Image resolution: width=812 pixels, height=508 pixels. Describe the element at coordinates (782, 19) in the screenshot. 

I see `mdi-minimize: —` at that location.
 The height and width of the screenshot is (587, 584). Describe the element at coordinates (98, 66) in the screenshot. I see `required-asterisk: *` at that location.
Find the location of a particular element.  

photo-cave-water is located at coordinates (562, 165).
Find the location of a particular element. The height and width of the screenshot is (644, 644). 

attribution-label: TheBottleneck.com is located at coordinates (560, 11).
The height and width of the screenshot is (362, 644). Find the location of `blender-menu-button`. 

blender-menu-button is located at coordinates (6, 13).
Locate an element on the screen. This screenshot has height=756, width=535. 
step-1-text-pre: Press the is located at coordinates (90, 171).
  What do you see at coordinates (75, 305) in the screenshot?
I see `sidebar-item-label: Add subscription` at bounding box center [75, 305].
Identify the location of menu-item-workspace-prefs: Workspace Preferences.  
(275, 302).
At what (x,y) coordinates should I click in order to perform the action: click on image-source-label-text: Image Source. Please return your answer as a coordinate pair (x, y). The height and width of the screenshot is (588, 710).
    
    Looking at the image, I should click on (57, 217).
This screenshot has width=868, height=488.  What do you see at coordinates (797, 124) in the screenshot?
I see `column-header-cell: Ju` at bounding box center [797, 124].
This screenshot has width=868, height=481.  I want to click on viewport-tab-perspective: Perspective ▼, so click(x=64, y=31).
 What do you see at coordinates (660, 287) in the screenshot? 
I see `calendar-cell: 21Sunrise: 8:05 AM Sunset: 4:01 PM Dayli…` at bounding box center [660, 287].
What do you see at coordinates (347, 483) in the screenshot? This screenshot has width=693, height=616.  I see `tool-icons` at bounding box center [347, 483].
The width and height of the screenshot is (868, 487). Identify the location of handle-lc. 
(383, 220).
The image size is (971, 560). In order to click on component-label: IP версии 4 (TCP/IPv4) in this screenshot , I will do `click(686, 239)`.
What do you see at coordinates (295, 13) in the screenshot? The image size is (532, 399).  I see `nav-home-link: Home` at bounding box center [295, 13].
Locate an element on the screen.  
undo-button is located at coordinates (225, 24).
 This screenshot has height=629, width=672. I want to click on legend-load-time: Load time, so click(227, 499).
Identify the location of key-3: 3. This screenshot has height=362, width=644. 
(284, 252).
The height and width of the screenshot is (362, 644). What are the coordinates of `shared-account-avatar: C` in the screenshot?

★ ★ ★ ★ ★

◆ Assigned task ◆
In the entries above, please find the line with "What do you see at coordinates (347, 483)" and the line with "The image size is (971, 560).", then write out exactly those two lines and every line between them, and nothing more.

◆ Exercise result ◆
What do you see at coordinates (347, 483) in the screenshot? This screenshot has width=693, height=616.  I see `tool-icons` at bounding box center [347, 483].
The width and height of the screenshot is (868, 487). Identify the location of handle-lc. 
(383, 220).
The image size is (971, 560). In order to click on component-label: IP версии 4 (TCP/IPv4) in this screenshot , I will do `click(686, 239)`.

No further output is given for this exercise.